Applications to Business School

Applications to business school are significantly down this year across the board — including at Harvard Business School (photo credit: Chensiyuan).
Every year, college applications rise at the highly selective colleges and the admission rates drop. It’s seemingly always the most competitive class ever! And yet, this is not the case with respect to the number of applications to business school this year. In fact, applications to business school are down significantly this year. Does that surprise you? Does it surprise you that in this down economy, people aren’t leaving their jobs to pursue their MBA’s so they can return to new, higher-paying jobs?
It shouldn’t. Those considering the possibility of attending business school need to see the return on investment. It’s a risk to leave a high paying job to apply to business school in the hope of landing an even better job two years later (and after dropping a lot of money on b-school). What if the recruiters just aren’t there at the end of b-school? It’s likely that these trepidations have led to a decline in business school applications this year.

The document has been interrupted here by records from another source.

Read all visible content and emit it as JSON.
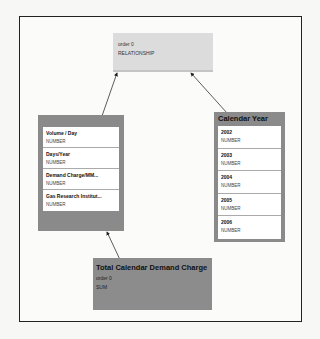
{
  "diagram": {
    "nodes": {
      "relationship": {
        "order": "order 0",
        "type": "RELATIONSHIP"
      },
      "inputs": {
        "items": [
          {
            "name": "Volume / Day",
            "type": "NUMBER"
          },
          {
            "name": "Days/Year",
            "type": "NUMBER"
          },
          {
            "name": "Demand Charge/MM...",
            "type": "NUMBER"
          },
          {
            "name": "Gas Research Institut...",
            "type": "NUMBER"
          }
        ]
      },
      "calendar_year": {
        "title": "Calendar Year",
        "items": [
          {
            "name": "2002",
            "type": "NUMBER"
          },
          {
            "name": "2003",
            "type": "NUMBER"
          },
          {
            "name": "2004",
            "type": "NUMBER"
          },
          {
            "name": "2005",
            "type": "NUMBER"
          },
          {
            "name": "2006",
            "type": "NUMBER"
          }
        ]
      },
      "total": {
        "title": "Total Calendar Demand Charge",
        "order": "order 0",
        "aggregation": "SUM"
      }
    },
    "edges": [
      {
        "from": "inputs",
        "to": "relationship"
      },
      {
        "from": "calendar_year",
        "to": "relationship"
      },
      {
        "from": "total",
        "to": "inputs"
      }
    ],
    "colors": {
      "node_dark": "#8a8a8a",
      "node_light": "#dcdcdc",
      "frame": "#222222"
    }
  }
}
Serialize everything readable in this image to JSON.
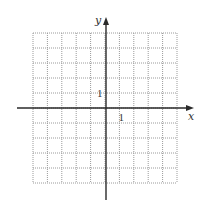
{
  "diagram": {
    "type": "coordinate-plane",
    "grid": {
      "columns": 10,
      "rows": 10,
      "left": 33,
      "top": 33,
      "right": 177,
      "bottom": 183,
      "line_style": "dotted",
      "line_color": "#9a9a9a"
    },
    "axes": {
      "color": "#2a2a2a",
      "origin": {
        "x": 106,
        "y": 108
      },
      "x_axis": {
        "label": "x",
        "start_x": 17,
        "end_x": 194,
        "arrow": "right"
      },
      "y_axis": {
        "label": "y",
        "start_y": 200,
        "end_y": 17,
        "arrow": "up"
      }
    },
    "tick_labels": {
      "x_unit": "1",
      "y_unit": "1"
    }
  },
  "chart_data": {
    "type": "grid",
    "title": "",
    "xlabel": "x",
    "ylabel": "y",
    "xlim": [
      -5,
      5
    ],
    "ylim": [
      -5,
      5
    ],
    "grid": true,
    "grid_style": "dotted",
    "x_tick_labels": [
      {
        "value": 1,
        "label": "1"
      }
    ],
    "y_tick_labels": [
      {
        "value": 1,
        "label": "1"
      }
    ],
    "series": []
  }
}
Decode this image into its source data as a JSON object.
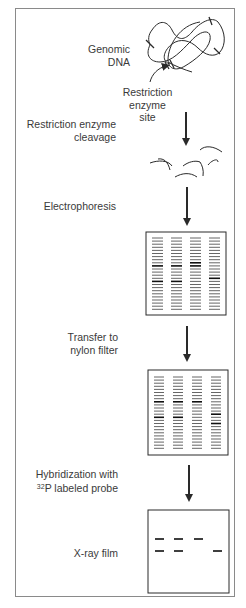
{
  "steps": {
    "genomic_dna": {
      "line1": "Genomic",
      "line2": "DNA"
    },
    "site": {
      "line1": "Restriction",
      "line2": "enzyme",
      "line3": "site"
    },
    "cleavage": {
      "line1": "Restriction enzyme",
      "line2": "cleavage"
    },
    "electrophoresis": {
      "label": "Electrophoresis"
    },
    "transfer": {
      "line1": "Transfer to",
      "line2": "nylon filter"
    },
    "hybridization": {
      "line1": "Hybridization with",
      "isotope_sup": "32",
      "line2_rest": "P labeled probe"
    },
    "xray": {
      "label": "X-ray film"
    }
  },
  "gel": {
    "lanes": 4,
    "bands_per_lane": 24,
    "dark_bands": [
      [
        9,
        14
      ],
      [
        9,
        14
      ],
      [
        8,
        9
      ],
      [
        13
      ]
    ]
  },
  "filter": {
    "lanes": 4,
    "bands_per_lane": 24,
    "dark_bands": [
      [
        8,
        13
      ],
      [
        8,
        13
      ],
      [
        8
      ],
      [
        12,
        15
      ]
    ]
  },
  "xray_film": {
    "bands_row1_lanes": [
      1,
      2,
      3
    ],
    "bands_row2_lanes": [
      1,
      2,
      4
    ]
  },
  "colors": {
    "line": "#2a2a2a",
    "frame": "#8a8a8a",
    "text": "#3a3a3a"
  }
}
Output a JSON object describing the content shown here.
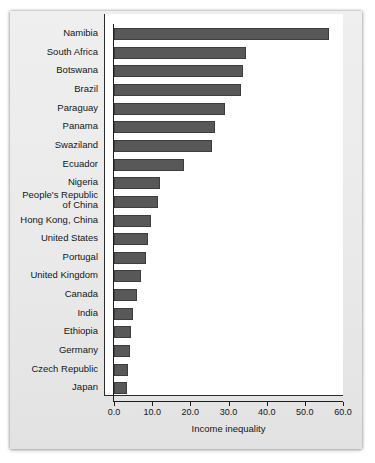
{
  "chart_data": {
    "type": "bar",
    "orientation": "horizontal",
    "title": "",
    "xlabel": "Income inequality",
    "ylabel": "",
    "xlim": [
      0,
      60
    ],
    "xticks": [
      "0.0",
      "10.0",
      "20.0",
      "30.0",
      "40.0",
      "50.0",
      "60.0"
    ],
    "xtick_values": [
      0,
      10,
      20,
      30,
      40,
      50,
      60
    ],
    "grid": false,
    "legend": null,
    "bar_color": "#585858",
    "bar_edge_color": "#3d3d3d",
    "background_color": "#ffffff",
    "page_color": "#ececec",
    "categories": [
      "Namibia",
      "South Africa",
      "Botswana",
      "Brazil",
      "Paraguay",
      "Panama",
      "Swaziland",
      "Ecuador",
      "Nigeria",
      "People's Republic\nof China",
      "Hong Kong, China",
      "United States",
      "Portugal",
      "United Kingdom",
      "Canada",
      "India",
      "Ethiopia",
      "Germany",
      "Czech Republic",
      "Japan"
    ],
    "values": [
      56.4,
      34.7,
      33.9,
      33.4,
      29.2,
      26.4,
      25.8,
      18.3,
      12.0,
      11.6,
      9.8,
      8.8,
      8.4,
      7.2,
      6.0,
      5.0,
      4.4,
      4.3,
      3.6,
      3.4
    ]
  }
}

And what kind of decline are we talking about? Well, according to a “Wall Street Journal” article on business school applications, “One-third of full-time M.B.A. programs reported drops of more than 10%, according to the survey, which included 649 M.B.A. and other business programs at 331 schools world-wide…Applications for [Harvard’s] full-time M.B.A. class entering this fall slid 4% to 9,134 from a year earlier, helping to boost the school’s acceptance rate to 12% from 11%. Part-time programs are struggling to attract students, too, with 46% reporting declines in application volume this year. New York University’s Stern School of Business had a 9.8% drop in applicants to its part-time program this year.”
The business schools at highly competitive universities are also reporting that the quality of the applications hasn’t changed…only the quantity. This is consistent with what we’ve been saying about college admissions all along: While applications may increase year after year and the admission rates may drop, that doesn’t mean it’s more difficult to get in now than it was three years ago. Colleges recruit unqualified students to boost their numbers. Their applications don’t make it any more difficult to get in…they just help their rankings! And it’s always all about the rankings.
Check out this post on Harvard MBA Students or this one one on Business School Rankings.